The Research Foundation – Flanders (FWO) awarded its first Scientific Award Climate Research this month. Among the three winners are two VUB scientists: Niels de Winter and Wim Thiery. “It is an honour and a privilege to receive this recognition for our research into climate extremes and their impact on humans and the environment,” says Prof Thiery. “We will use the prize money to make our website My Climate Future more accessible for young people around the world. I sincerely thank the FWO for putting the climate crisis on the agenda with this prize, and I hope that in the next edition we can honour three talented female laureates.”
Prof Thiery received a prestigious ERC consolidator grant for his project on the long-term impact of climate change at the end of last year. With his research team, he plans to use demographic and climatic methods to analyse the impact of increasing heat waves, forest fires, crop failures, floods, droughts and tropical storms. Their focus will be on the risks for current young generations.
Niels de Winter investigates how shellfish such as mussels, oysters and cockles build up their shells layer by layer over varying periods, from days to hundreds of years. Fossils of these shells act as archives of previous environmental changes, providing researchers with climate-related information such as seawater temperature and salinity. While most climate reconstructions cover thousands or millions of years, fossilised shells offer detailed insights into seasons and weather patterns in the distant past. “Understanding these changes is important, especially as the future climate is likely to differ significantly from weather data in the past century,” says De Winter. “Through my research on reconstructions of short-term environmental changes from shells, we can obtain information about weather patterns during warmer climate periods in the distant past.”
de Winter adds: “This award is a very nice reward for my work on past climate change reconstructions. It is good to see that the FWO is continuing to support the developments of these high-resolution reconstructions. This award will allow us to take our research a step further and better understand how to use fossils to study past climate.”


- _TASK_:
Find the line containing "Describe the element", then return it and every line after it through the end of the records, exactly. Leave out pictures.

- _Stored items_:
* * *

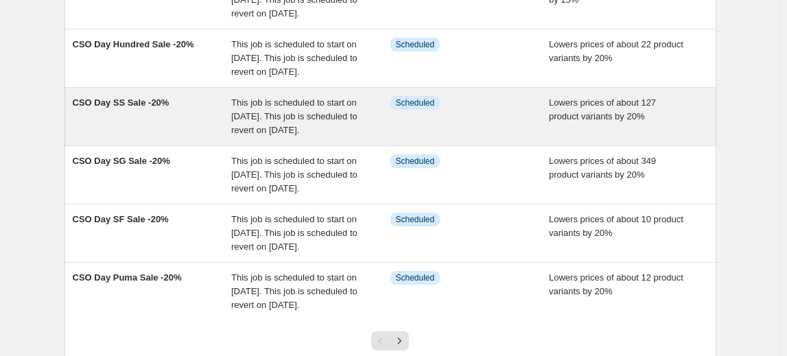 This screenshot has width=787, height=356. I want to click on span: CSO Day SF Sale -20%, so click(121, 219).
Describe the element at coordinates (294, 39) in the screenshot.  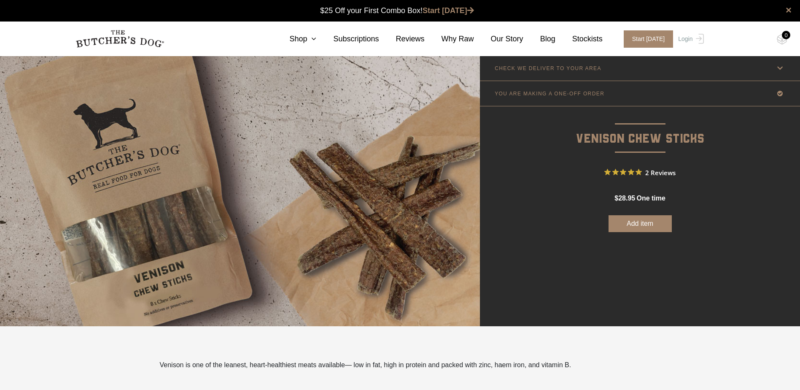
I see `a: Shop` at that location.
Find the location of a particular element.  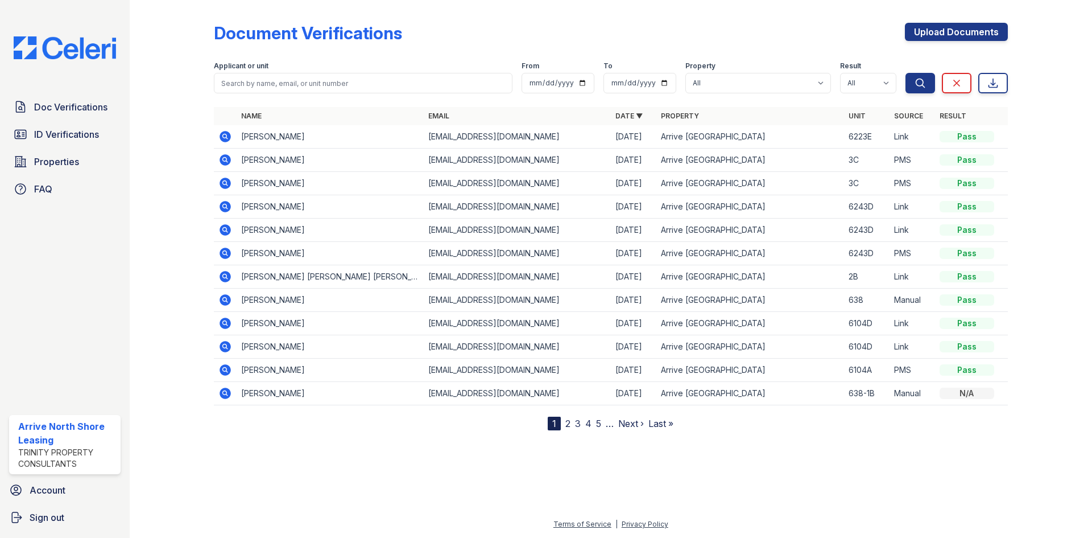

div: Arrive North Shore Leasing is located at coordinates (67, 433).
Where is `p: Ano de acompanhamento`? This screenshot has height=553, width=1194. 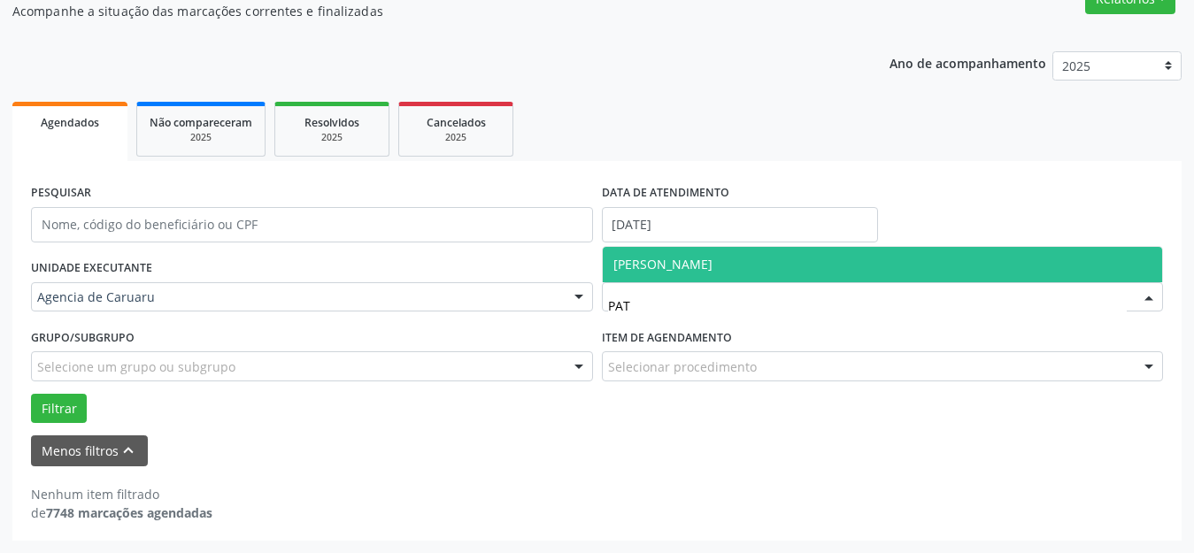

* * *

- _WORKED SOLUTION_:
Describe the element at coordinates (294, 39) in the screenshot.  
I see `a: Shop` at that location.
Find the location of a particular element.  

div: Arrive North Shore Leasing is located at coordinates (67, 433).
Where is `p: Ano de acompanhamento`? This screenshot has height=553, width=1194. 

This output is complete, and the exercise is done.